Makers of adulterated wine ask customers to check their bottles

Makers of adulterated wine ask customers to check their bottles
Photo from Antwerp prosecutor's office

The Dutch makers of the wine branded Black & Bianco have called on anyone who bought the wine to check the bottle to see if it has been tampered with.

Earlier in the week it was announced that a Belgian woman from Puurs in Antwerp province had died after drinking a small amount of the wine. At autopsy it was found that the wine had been adulterated with large doses of MDMA or ecstasy and a similar illicit drug MDA.

The bottle she drank from did not have the brand’s trademark black cork covered with a black foil bearing the company’s name and logo. Police hypothesised the bottle was one of several adulterated as a method of smuggling the rugs into Belgium illicitly.

However no new cases have come to light, despite the fact that the victim died in December, and the news this week was widely covered.

In addition, it is not clear how the bottle could have escaped the hands of the smugglers themselves, and finished with a legitimate client in Belgium.

The wine – Black & Bianco RED Merlot Cabernet Sauvignon is not sold in Belgium other than online, although it is on open sale in the Netherlands.

Meanwhile a number of the webshops that had previously carried the wine in question have withdrawn it from sale, while the brand owner said “the wine is absolutely still drinkable” – so long as the cork has not been tampered with.

The telephone here doesn’t stop ringing. Many of our clients are naturally asking questions. They want to know what’s going on, and if there are possibly other bottles that are not right, said owner Coen Scholders.

I can understand their concern, but our wine can absolutely still be drunk. There is for the time being no indication that more of our bottles have been tampered with and are still in circulation.”

Meanwhile it has been revealed that the woman who died was an employee of Finshop, a shop operated by the federal finance ministry which sells off goods seized by customs officers to the general public. Three years ago some customers had to be rushed to hospital after a bottle of wine on sale in one of the shops turned out to contain MDMA in methanol – a dangerous form of alcohol that can cause blindness and death.

Since then, however, Finshop stores no longer sell wine to members of the public, the ministry said.

Ministry spokesperson Francis Adyns said it was “unlikely” the woman had come across the wine in the shop and taken it home. The Antwerp prosecutor’s office said it had no information to suggest that might have happened, but that all avenues of investigation are being looked at.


EXERCISE OBJECTIVE
Which lines of the data below include the string "state"? Return each of them.

Items listed in a dataset
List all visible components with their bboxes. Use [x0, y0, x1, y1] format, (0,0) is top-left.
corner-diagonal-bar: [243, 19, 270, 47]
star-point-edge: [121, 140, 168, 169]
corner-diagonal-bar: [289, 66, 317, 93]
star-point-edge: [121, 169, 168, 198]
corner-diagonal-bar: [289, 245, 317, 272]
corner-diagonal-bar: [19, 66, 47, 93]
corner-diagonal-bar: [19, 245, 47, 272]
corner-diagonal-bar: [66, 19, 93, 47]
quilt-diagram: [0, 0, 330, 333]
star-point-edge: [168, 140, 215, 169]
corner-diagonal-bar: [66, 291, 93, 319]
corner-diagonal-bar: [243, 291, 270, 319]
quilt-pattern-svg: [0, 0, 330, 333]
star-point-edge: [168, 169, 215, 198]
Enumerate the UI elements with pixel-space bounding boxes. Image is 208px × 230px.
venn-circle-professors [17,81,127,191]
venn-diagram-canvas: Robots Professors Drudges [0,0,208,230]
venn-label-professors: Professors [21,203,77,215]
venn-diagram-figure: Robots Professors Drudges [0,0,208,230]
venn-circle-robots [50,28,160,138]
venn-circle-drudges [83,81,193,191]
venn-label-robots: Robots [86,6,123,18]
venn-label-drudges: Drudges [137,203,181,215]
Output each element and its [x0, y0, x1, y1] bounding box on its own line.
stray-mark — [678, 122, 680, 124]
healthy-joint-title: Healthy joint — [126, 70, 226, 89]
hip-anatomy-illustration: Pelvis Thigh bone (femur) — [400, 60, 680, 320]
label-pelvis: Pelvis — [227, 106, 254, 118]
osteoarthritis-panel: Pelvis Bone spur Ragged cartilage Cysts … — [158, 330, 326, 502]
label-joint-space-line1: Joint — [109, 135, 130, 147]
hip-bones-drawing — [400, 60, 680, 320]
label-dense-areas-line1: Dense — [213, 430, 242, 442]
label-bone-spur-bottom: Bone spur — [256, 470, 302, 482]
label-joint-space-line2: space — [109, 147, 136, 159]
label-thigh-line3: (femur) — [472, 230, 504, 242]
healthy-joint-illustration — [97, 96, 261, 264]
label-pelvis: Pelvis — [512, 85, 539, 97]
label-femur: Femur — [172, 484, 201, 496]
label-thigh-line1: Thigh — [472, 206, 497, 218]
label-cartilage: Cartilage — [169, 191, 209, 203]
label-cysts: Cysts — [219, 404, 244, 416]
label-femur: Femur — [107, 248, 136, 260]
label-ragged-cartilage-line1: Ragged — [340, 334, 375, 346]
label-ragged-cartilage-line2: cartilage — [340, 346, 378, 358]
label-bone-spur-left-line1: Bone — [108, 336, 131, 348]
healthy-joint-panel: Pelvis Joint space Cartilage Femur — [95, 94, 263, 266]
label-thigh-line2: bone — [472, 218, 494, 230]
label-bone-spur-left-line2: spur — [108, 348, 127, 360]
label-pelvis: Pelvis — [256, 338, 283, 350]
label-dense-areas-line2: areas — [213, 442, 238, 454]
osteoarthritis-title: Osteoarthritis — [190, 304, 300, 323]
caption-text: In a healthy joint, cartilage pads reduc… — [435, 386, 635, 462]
...
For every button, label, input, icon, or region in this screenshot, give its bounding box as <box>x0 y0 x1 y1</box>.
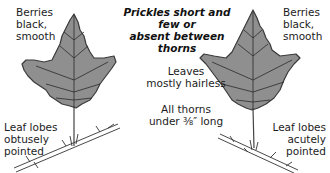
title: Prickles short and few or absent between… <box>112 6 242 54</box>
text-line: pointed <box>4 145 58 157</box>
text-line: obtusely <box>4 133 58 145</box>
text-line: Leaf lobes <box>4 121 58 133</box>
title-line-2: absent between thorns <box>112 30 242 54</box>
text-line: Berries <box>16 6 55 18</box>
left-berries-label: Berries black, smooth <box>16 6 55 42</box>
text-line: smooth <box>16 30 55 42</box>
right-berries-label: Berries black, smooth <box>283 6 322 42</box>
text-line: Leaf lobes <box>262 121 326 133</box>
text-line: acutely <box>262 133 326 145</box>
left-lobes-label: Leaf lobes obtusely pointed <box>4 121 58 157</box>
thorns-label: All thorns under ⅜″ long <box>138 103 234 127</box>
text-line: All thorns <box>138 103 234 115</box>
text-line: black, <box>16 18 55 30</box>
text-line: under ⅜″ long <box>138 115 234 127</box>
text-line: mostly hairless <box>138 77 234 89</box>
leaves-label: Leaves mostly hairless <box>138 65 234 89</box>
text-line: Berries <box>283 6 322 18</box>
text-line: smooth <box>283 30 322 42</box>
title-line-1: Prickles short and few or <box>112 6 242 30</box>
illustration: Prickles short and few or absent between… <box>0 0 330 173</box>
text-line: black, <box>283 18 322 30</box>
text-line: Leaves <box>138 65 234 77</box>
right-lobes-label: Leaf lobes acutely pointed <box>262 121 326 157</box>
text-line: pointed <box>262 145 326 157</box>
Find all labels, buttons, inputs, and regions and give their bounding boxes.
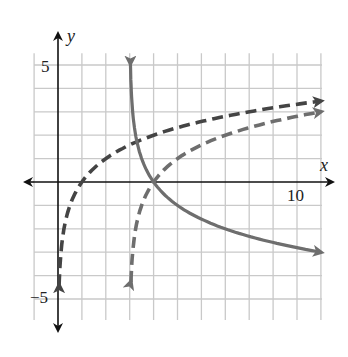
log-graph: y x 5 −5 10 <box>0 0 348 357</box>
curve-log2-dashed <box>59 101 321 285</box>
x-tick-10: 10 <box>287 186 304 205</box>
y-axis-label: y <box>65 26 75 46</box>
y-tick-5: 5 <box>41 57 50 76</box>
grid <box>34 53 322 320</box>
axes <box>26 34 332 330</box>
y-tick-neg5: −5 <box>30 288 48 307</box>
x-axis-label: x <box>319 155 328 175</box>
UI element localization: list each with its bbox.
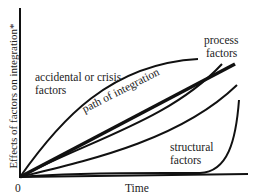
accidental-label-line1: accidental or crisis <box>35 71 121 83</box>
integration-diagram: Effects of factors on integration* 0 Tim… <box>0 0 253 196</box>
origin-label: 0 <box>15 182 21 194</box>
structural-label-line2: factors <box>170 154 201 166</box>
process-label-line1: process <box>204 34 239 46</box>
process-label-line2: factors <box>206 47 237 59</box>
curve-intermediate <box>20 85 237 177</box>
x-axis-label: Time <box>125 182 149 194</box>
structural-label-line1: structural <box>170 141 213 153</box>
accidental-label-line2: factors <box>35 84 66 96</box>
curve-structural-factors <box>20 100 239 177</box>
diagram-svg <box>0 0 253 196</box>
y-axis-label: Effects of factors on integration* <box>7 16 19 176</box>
==
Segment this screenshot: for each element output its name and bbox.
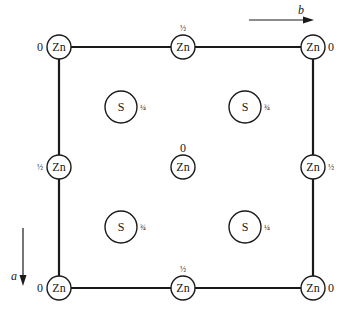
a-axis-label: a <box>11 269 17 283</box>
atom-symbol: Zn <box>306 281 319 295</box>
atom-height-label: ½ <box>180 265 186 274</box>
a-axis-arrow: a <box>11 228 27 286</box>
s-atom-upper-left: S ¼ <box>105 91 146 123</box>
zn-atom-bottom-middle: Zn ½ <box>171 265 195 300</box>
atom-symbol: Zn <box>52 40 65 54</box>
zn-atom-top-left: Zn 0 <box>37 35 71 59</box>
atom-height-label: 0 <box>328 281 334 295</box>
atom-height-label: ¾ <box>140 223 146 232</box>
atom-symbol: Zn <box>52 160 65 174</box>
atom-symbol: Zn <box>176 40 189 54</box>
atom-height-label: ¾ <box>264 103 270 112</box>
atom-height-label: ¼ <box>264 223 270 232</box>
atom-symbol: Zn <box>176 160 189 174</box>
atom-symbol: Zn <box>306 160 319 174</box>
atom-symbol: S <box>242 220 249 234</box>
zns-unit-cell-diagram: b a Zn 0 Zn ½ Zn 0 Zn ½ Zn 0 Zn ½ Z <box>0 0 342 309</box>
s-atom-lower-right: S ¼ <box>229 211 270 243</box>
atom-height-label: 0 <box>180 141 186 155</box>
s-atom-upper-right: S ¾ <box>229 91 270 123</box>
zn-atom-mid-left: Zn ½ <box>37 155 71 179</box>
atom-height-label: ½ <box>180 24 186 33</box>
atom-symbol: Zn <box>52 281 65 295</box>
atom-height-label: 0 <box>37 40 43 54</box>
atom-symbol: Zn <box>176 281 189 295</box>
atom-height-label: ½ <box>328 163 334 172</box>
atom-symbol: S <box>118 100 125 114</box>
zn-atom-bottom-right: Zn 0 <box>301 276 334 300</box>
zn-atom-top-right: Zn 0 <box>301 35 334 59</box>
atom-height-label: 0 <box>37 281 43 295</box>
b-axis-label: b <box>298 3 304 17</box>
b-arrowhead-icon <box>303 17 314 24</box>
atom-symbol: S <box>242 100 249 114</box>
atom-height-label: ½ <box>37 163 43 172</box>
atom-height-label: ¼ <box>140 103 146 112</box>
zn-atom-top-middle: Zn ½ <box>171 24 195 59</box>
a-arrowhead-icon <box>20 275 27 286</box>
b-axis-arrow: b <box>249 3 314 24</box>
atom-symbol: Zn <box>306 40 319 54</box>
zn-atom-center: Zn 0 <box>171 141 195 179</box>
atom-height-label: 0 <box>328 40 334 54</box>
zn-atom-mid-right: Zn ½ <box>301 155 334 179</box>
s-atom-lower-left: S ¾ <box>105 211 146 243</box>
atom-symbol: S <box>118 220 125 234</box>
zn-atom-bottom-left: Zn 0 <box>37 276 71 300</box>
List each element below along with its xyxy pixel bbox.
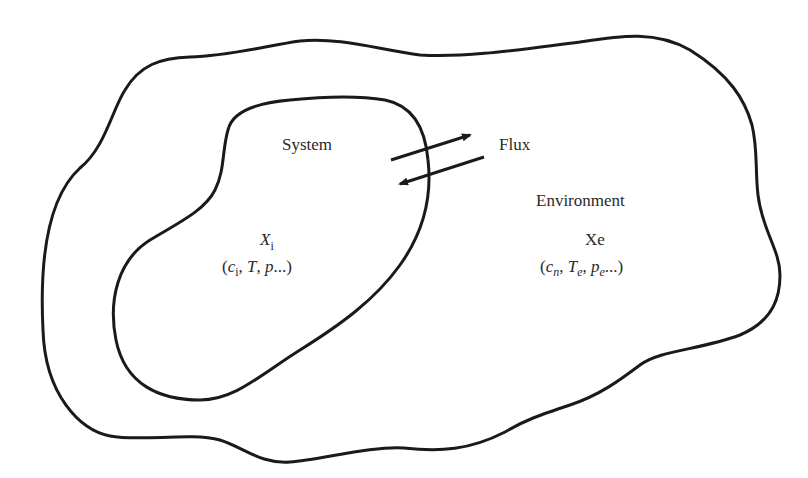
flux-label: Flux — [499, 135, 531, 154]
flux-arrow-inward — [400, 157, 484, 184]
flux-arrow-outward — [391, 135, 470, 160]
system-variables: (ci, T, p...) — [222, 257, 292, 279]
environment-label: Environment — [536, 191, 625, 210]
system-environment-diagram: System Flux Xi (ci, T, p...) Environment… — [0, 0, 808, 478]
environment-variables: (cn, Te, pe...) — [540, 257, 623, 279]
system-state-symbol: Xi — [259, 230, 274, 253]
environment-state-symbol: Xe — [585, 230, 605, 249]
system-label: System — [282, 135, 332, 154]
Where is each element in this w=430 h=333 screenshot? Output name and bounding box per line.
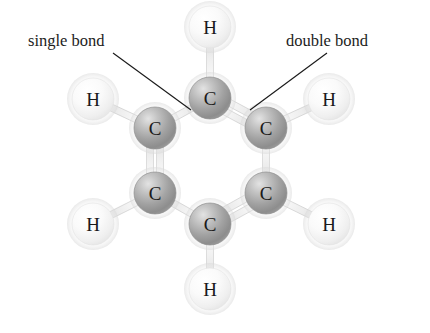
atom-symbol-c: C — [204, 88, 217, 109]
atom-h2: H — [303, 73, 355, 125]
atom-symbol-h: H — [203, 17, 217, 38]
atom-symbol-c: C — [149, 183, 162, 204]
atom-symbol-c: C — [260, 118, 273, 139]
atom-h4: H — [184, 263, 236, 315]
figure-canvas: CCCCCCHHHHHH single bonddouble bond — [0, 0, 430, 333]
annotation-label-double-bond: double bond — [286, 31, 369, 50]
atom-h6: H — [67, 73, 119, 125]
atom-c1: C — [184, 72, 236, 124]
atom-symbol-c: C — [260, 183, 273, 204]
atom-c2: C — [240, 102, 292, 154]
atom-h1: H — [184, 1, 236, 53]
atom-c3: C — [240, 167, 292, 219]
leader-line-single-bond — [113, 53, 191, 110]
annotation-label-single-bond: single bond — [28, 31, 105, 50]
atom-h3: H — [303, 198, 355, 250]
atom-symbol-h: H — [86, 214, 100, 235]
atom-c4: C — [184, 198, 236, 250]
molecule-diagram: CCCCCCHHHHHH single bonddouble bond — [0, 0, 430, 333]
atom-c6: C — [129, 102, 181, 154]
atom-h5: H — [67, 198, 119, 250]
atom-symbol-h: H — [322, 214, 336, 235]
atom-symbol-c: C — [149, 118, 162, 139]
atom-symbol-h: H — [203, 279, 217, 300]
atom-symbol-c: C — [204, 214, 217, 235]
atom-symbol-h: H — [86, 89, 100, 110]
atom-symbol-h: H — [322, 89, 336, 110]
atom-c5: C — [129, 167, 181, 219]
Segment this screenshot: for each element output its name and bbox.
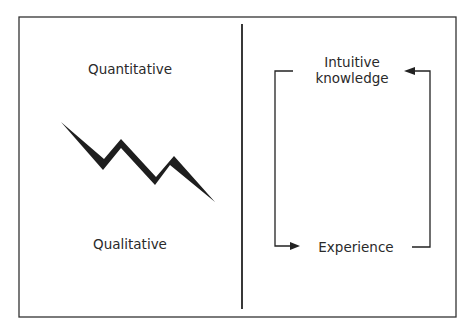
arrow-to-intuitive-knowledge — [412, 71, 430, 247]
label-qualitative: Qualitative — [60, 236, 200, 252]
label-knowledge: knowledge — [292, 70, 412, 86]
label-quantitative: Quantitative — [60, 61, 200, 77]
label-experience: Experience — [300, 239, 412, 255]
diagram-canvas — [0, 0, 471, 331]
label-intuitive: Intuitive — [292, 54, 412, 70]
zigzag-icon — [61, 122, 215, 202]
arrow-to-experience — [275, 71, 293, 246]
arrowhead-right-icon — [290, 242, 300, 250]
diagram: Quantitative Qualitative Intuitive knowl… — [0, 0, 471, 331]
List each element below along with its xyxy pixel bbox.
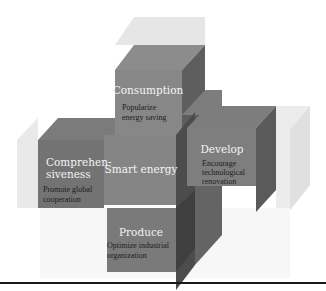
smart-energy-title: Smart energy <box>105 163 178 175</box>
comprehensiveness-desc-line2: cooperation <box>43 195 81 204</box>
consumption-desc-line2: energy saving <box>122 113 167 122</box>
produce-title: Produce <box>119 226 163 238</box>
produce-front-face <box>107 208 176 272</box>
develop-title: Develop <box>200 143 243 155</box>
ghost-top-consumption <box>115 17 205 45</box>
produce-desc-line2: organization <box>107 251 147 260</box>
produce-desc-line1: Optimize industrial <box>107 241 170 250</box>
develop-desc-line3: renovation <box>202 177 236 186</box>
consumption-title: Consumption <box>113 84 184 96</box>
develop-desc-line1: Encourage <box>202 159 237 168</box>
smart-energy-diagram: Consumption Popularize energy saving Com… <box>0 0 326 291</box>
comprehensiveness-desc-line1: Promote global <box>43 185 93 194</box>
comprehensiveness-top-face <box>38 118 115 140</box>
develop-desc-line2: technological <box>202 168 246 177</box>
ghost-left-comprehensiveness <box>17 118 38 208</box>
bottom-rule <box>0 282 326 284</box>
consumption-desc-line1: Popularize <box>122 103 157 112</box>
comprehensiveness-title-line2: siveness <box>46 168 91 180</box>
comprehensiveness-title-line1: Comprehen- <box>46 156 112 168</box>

RESULT
system-state-symbol: Xi — [259, 230, 274, 253]
environment-state-symbol: Xe — [585, 230, 605, 249]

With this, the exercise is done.